The recording of the March 12th, 2026 #bhyve Production User Call is up:

https://youtu.be/RILtMsciJfk

We discussed CPU ID progress and desired user experience, Nvidia PCI Pass-Through on OmniOS, EDK2 updates, the Sylve call for testing, importing a Debian VM, and more!

"Don't forget to slam those Like and Subscribe buttons."

You can support all Call For Testing efforts via BSD Fund: https://bsdfund.org

2026-03-12 bhyve Production User Call

YouTube
@dexter Is anyone out there working on virtualized performance counter support?
@bms48 Do you have a link to examples? I’ll add it to the doc either way.
@dexter It is definitely of bsdfund.org interest. vPMU is a Red Hat KVM thing. I migrated from Hyper-V to KVM for my FreeBSD development last weekend. Hyper-V is SUPPOSED to support performance counter virtualization but VBS got in the way. There was a litany of Microsoft garden rakes that compelled me to migrate. We do still have a need to do core-level profiling; DTrace SDT is intrusive code-wise and FBT adds a lot of overhead to hot paths.
@dexter Allegedly eBPF is faster on some things than DTrace, and I did see something about kernel leak detection. I should have mentioned that but I had to hit the deadline today. It's not something we can do with CLang/LLVM for example, it has to be live, or the leaks only get caught on shutdown when the malloc tags or UMA zones are torn down. https://people.freebsd.org/~bms/devsummit/bms-devsummit-2026.pdf

@bms48 DTrace integration may encourage interest from the #illumos given that we have exchanged many key technologies.
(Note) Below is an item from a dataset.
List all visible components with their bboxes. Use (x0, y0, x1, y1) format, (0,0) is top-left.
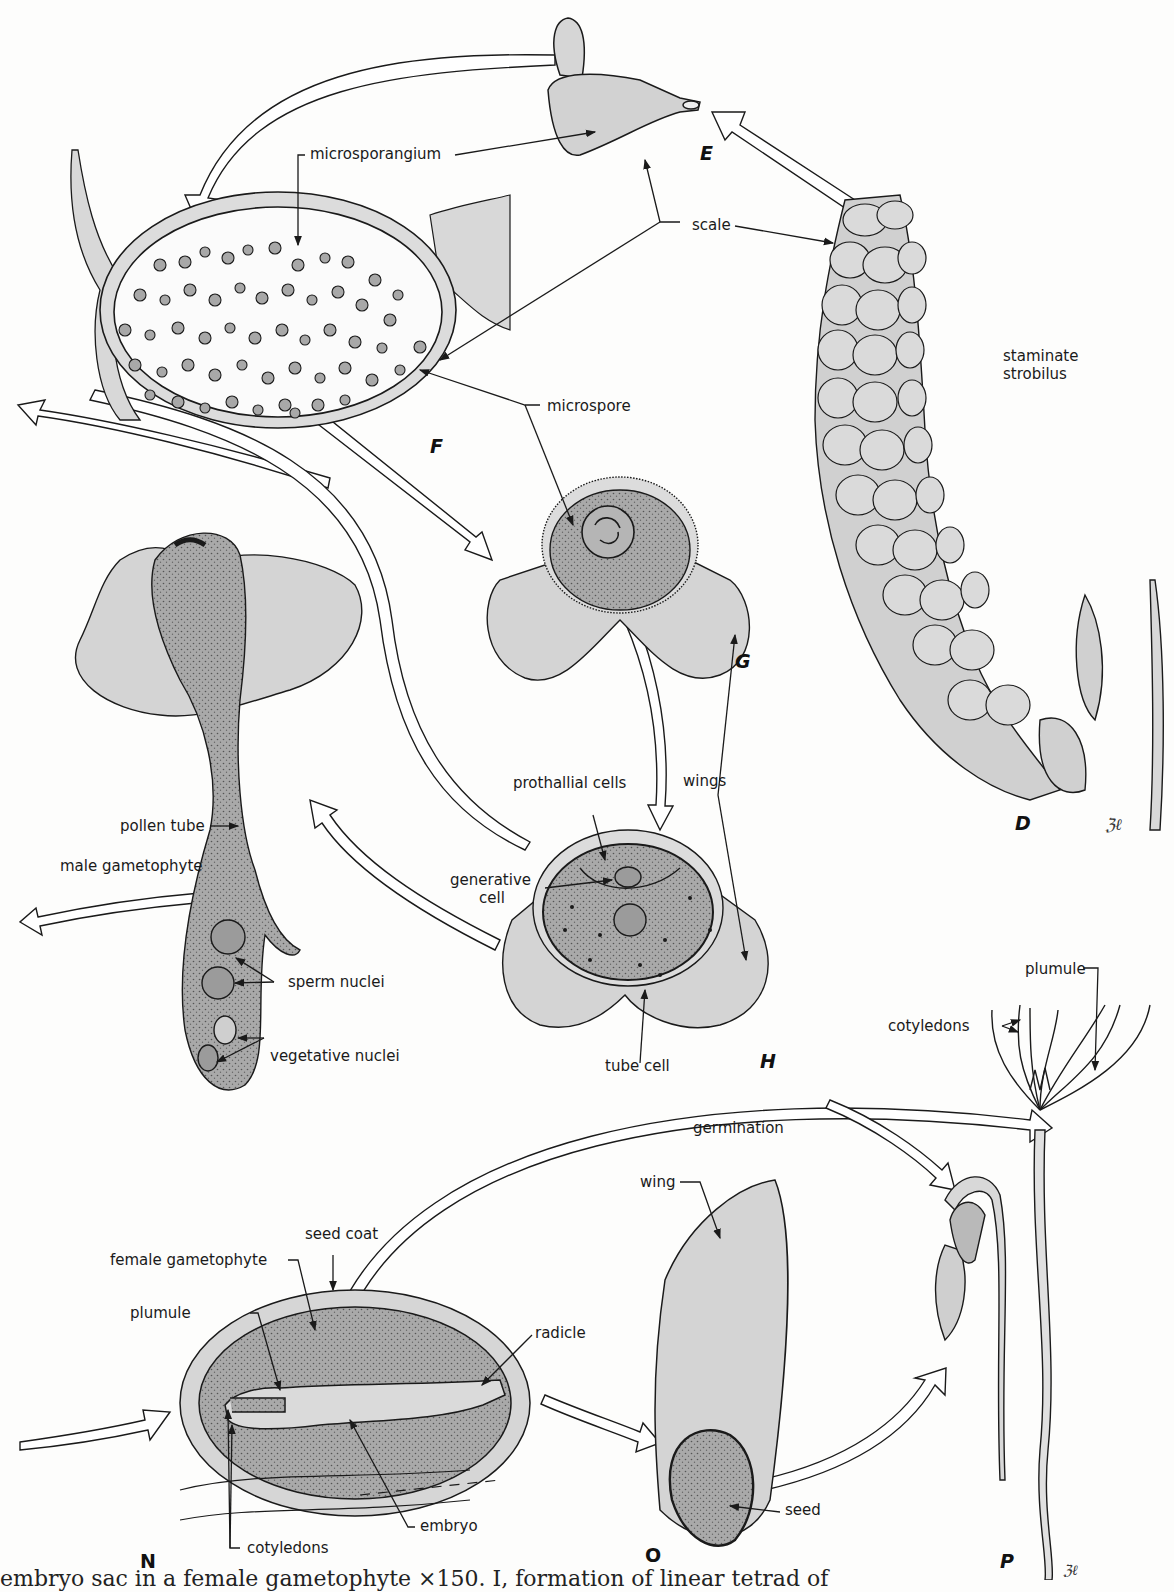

In its current form, @bsdfund is a proposal-generating strategy that, with formal goals and milestones in place, passes around the hat. This has suited a handful of small projects well but somehow my fundraising efforts go primarily to @bsdcan and @openzfs

How “large”* a project do you estimate this to be?

* Not the optimal software metric.

@dexter @bsdfund @bsdcan @openzfs Surely you are referring to eBPF? The eBPF VM itself is probably the smallest part. The sauce is in the hooks which invoke it, and the toolchain surrounding it. It is too early to give an ETA and I had hoped to hear more from hrs@ but he is pretty oversubcribed. What is most compelling for me is the ability to use p4 for packet proessing workloads which is something I was looking at FPGA for days earlier but that has great complexity and risk. OpenFlow dead now.
@bms48 @bsdfund @bsdcan @openzfs vPMC stood out for me.
@dexter @bsdfund @bsdcan @openzfs Sure, vPMU would help out a lot of people trying to do kernel development by profiling in VMs where kgmon is no longer a thing. In an ideal world everyone would be able to profile code on the bare metal when needed, but that is not always possible. Both eBPF and DTrace introduce bias. On PhD for example I couldn't use DTrace FBT on the network hot path, and for a protocol in dev, instrumenting everything with static SDT probes is too much dev overhead.
@dexter @bsdfund @bsdcan @openzfs If we can get everyone to pitch in towards #ebpf so much the better, @allanjude at Klara should be in the loop, but I'd need to page in the eBPF devnotes I have to my core, and it is a context shift, before nailing jelly to the wall again. Our tcpstats contributor from GitHub expressed private interest on LinkedIn today.